Signs of better job market give stocks a record day
NEW YORK — A broad-based push higher for stocks sent indexes to records on Thursday following yet more signs that the job market continues to improve.
The Standard & Poor’s 500 index pierced the 2,420-point level for the first time during the morning and kept going. The Dow Jones industrial average and the Nasdaq also set record highs.
Smaller stocks had even bigger gains, and the small-cap Russell 200 index jumped 1.9 percent to 1,396.06, though it remains shy of its record.
Driving stocks higher was a report indicating that employers picked up their hiring last month. Payroll processor ADP said private businesses added 253,000 jobs in May, more than economists expected. It’s a reassurance, particularly when growth of the overall economy has been frustratingly tepid.
The U.S. government’s more comprehensive report on jobs arrives on Friday.
Thursday’s data gave yet more encouragement to investors, many of whom were already looking to buy.
“What you have, it would appear, is an acceleration in earnings with a low inflationary environment, which is Goldilocks,” said Linda Duessel, senior equity strategist at Federated Investors.
President Donald Trump’s announcement late in the trading day that the U.S. would withdraw from the worldwide agreement on climate change had little effect on markets.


- Task requirements: Which lines of the data contain the string "Connected"? Copy every one.

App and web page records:
•••

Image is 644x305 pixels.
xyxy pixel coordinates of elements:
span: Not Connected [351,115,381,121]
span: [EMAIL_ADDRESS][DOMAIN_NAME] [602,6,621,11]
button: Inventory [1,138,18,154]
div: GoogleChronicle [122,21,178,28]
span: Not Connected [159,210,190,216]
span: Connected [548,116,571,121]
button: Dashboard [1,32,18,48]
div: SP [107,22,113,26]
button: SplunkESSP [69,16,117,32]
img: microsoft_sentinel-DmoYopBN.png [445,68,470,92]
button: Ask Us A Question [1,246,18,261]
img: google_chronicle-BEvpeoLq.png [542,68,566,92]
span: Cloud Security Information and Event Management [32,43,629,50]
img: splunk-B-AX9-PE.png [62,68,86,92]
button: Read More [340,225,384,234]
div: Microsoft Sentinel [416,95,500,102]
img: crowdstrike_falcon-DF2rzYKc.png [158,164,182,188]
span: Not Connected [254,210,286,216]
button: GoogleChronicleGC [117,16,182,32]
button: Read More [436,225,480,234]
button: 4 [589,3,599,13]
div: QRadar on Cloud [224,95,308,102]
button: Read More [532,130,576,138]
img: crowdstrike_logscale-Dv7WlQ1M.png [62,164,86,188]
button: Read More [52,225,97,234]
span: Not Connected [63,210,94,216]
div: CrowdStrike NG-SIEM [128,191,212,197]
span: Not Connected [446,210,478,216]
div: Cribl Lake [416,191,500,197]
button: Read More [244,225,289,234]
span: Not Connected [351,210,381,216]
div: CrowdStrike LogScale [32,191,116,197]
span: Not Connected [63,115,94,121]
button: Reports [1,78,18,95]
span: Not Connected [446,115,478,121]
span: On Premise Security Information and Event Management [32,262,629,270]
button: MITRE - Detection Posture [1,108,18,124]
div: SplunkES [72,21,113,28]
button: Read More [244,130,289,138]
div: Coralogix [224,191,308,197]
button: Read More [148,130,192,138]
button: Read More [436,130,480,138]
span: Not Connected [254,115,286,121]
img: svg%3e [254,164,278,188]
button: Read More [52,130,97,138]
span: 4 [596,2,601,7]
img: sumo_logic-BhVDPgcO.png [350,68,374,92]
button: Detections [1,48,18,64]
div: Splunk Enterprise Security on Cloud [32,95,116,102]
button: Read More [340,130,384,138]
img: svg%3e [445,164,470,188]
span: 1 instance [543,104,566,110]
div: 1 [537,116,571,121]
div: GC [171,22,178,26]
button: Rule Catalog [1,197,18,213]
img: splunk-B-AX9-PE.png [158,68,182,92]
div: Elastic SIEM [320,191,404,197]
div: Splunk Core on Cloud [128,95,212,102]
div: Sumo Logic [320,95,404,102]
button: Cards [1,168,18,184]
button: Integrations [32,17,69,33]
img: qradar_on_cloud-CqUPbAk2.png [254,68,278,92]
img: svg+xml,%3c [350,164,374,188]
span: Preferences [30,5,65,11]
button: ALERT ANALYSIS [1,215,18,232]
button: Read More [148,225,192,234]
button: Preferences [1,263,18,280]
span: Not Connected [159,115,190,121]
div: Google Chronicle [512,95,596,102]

•••

- Task response:
span: Not Connected [351,115,381,121]
span: Not Connected [159,210,190,216]
span: Connected [548,116,571,121]
span: Not Connected [254,210,286,216]
span: Not Connected [63,210,94,216]
span: Not Connected [446,210,478,216]
span: Not Connected [351,210,381,216]
span: Not Connected [63,115,94,121]
span: Not Connected [446,115,478,121]
span: Not Connected [254,115,286,121]
span: Not Connected [159,115,190,121]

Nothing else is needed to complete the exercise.